Ben Lomond Gardener: Nip and Tuck for the New Year
By Uncle Skip
On December 21, the Winter Solstice, we rounded the corner at the wintery end of the year’s ellipse. After this most sacred of all garden holy days, the hours of sunlight begin to increase again, as the Northern Hemisphere starts tilting back towards the sun. Meanwhile, the winter garden is a cool, calm, relaxing place. The bones (roots, branches and stones) are in full view, even more so once pruning is done. It’s like seeing the sheet music for a piece you’ve learned by ear. Beautiful in pattern, as much as in detail.
Bamboos in winter are thick with sharp green foliage against golden, green, or striated culms (shoots). Almost everything deciduous is bare, so the bamboos stand out, but not entirely alone. Manzanita, its wine-red limbs “stark and shiny in the breeze” (Grateful Dead, R. Hunter, 1968), rests before pushing white flower buds. Silk tassel (Garrya elliptica) is filling up with soft, dangling, dusty-brown tufted clusters. Several varieties of rosemary are flowering right now, oblivious to low light and nightly frost.
Roses and apples require your attention in December and January. I do not advocate spraying anything besides OMRI-certified products, however, I do strongly advocate using those this month or next for protection against plant diseases and insect pests. I use dormant oil (mineral oil) and copper diammonium. Copper sulfate is a good alternative. On apples, apply three times each winter; at Thanksgiving, Christmas, and New Year’s Day, roughly. You can stray slightly from this schedule, but dormant spray will wash off with winter rains, so plan treatments accordingly. I only spray roses once per year. Dormant oil plus copper diammonium in January, just after pruning.
Pruning is one of the bigger winter tasks. I have a full-sized, old-school Granny Smith apple tree that was pruned in an erratic, if not barbaric manner by the previous occupants. They seem to have assaulted the poor tree with a chainsaw every three or four years, at random and without beneficial effect. With focus and patience, however, even this kind of butchery can be reversed (took me 20 years). I heartily recommend Orin Martin’s classes and book “Fruit Trees for Every Garden” (10 Speed Press, 2019).
Herewith, a few simple pointers. If you remember nothing else, prune for light and air. Light for even growth and fruit ripening; air for circulation and protection against disease microbes. Second, remove dead, damaged, diseased, and crowded wood. You can remove (thin) as much as one third of the fruit wood on apples, either by directly pruning fruiting spurs or by removing older laterals on which they grow (check photos of fruit and foliar buds to learn the difference). I’ve trained my Granny Smith into an ”open center” form; with several large scaffolding branches extending out around the trunk more or less in balanced weight and volume. The “central leader” form is more common on dwarf and semi-dwarf trees. Use “heading” cuts to stimulate growth. On two-year-old wood, cut back to lower, outward-facing bud to stimulate new growth. Head back easy, just above a bud near the top of the stem to keep the stem at its present size and encourage foliage and fruit spur growth below.
I have three kinds of roses that benefit from moderate to hard winter pruning: floribunda, shrub, and English. These roses blossom on this year’s wood. Remove older, gnarled shoots and replace with younger, thick, fast-growing ones over time. On a mature floribunda rose, cut back to four to six main stems growing from the base of the plant. What remains looks like an inverted hand, fingers open part way and extended skyward. Shrub roses will respond well to similar treatment, but you can leave more wood and longer stems in place. English roses also respond well to a lighter touch, however, I have been quite ruthless with my Graham Thomas, removing 50% of the shoots every year. I still get a magnificent head of rich, yellow blooms over the arbor.
Uncle Skip writes about seasonal gardening from his home in beautiful Ben Lomond, California.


What you should do >> The line with "is (593, 1041)." through the last line of the entries: give these again exactly, and only these, without any pictures.

Source data >>
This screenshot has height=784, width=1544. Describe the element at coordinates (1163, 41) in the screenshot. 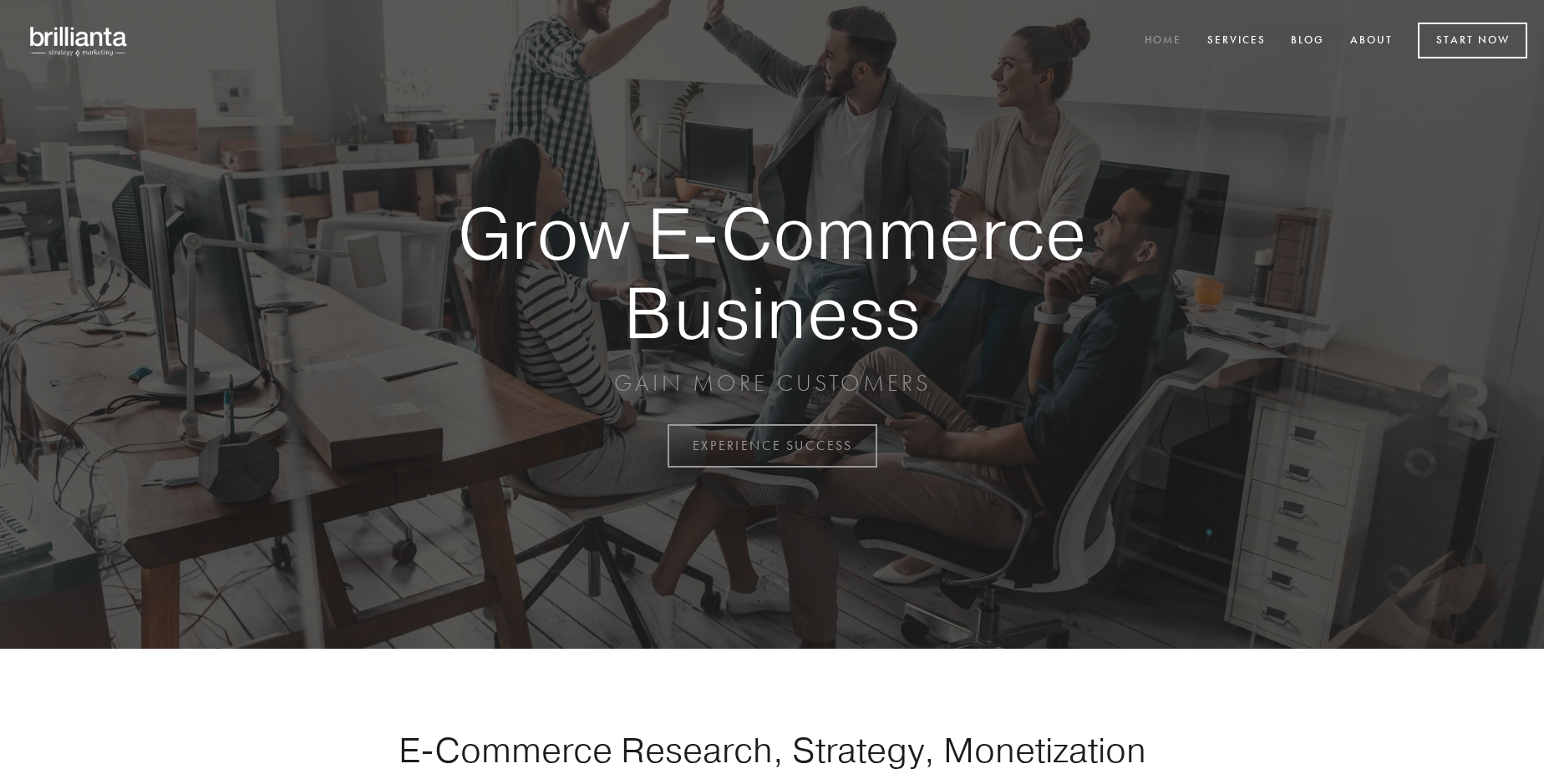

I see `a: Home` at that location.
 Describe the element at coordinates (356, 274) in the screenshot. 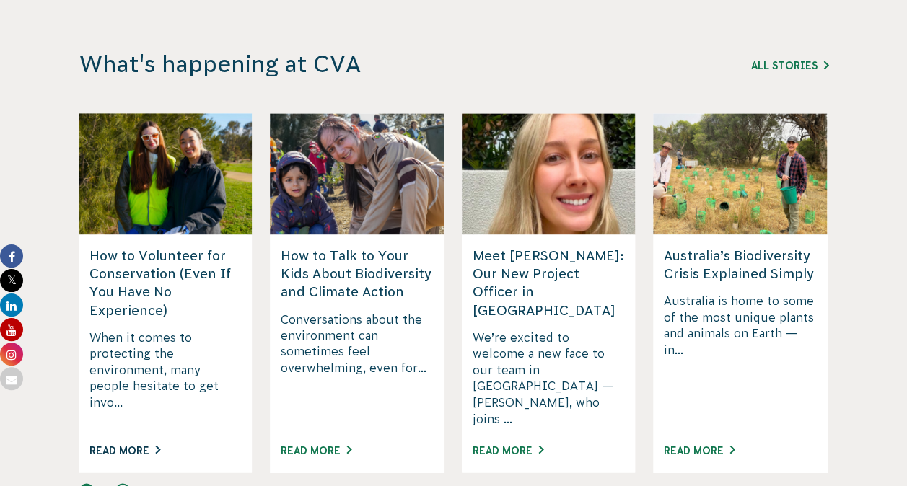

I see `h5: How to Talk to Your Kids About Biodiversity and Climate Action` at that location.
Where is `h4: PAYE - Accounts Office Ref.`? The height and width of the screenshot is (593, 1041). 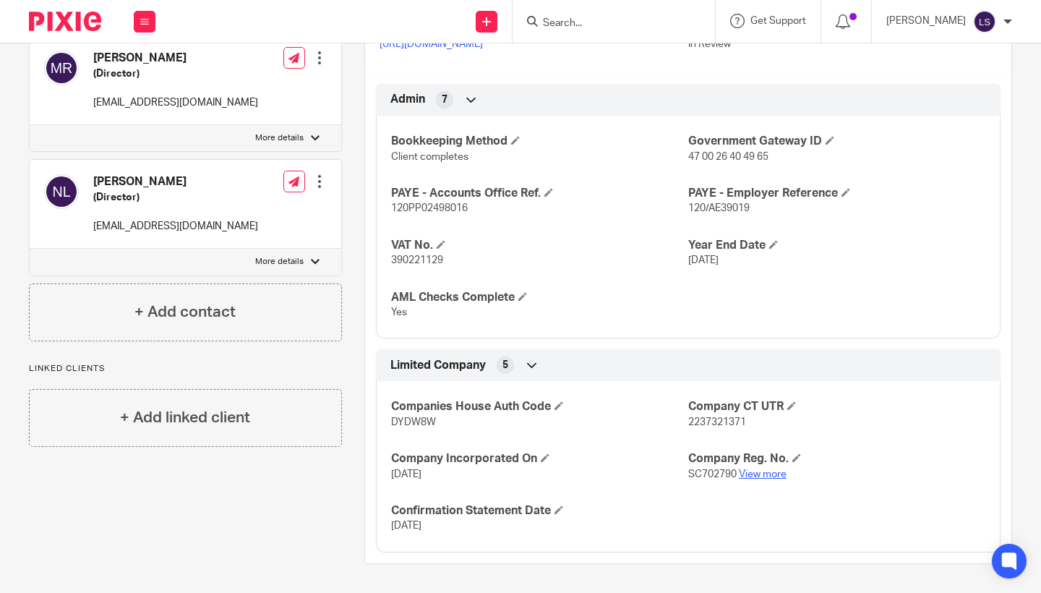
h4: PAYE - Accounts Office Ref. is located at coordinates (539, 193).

Output for this task >>
Where is `h4: PAYE - Accounts Office Ref.`? The height and width of the screenshot is (593, 1041). 
h4: PAYE - Accounts Office Ref. is located at coordinates (539, 193).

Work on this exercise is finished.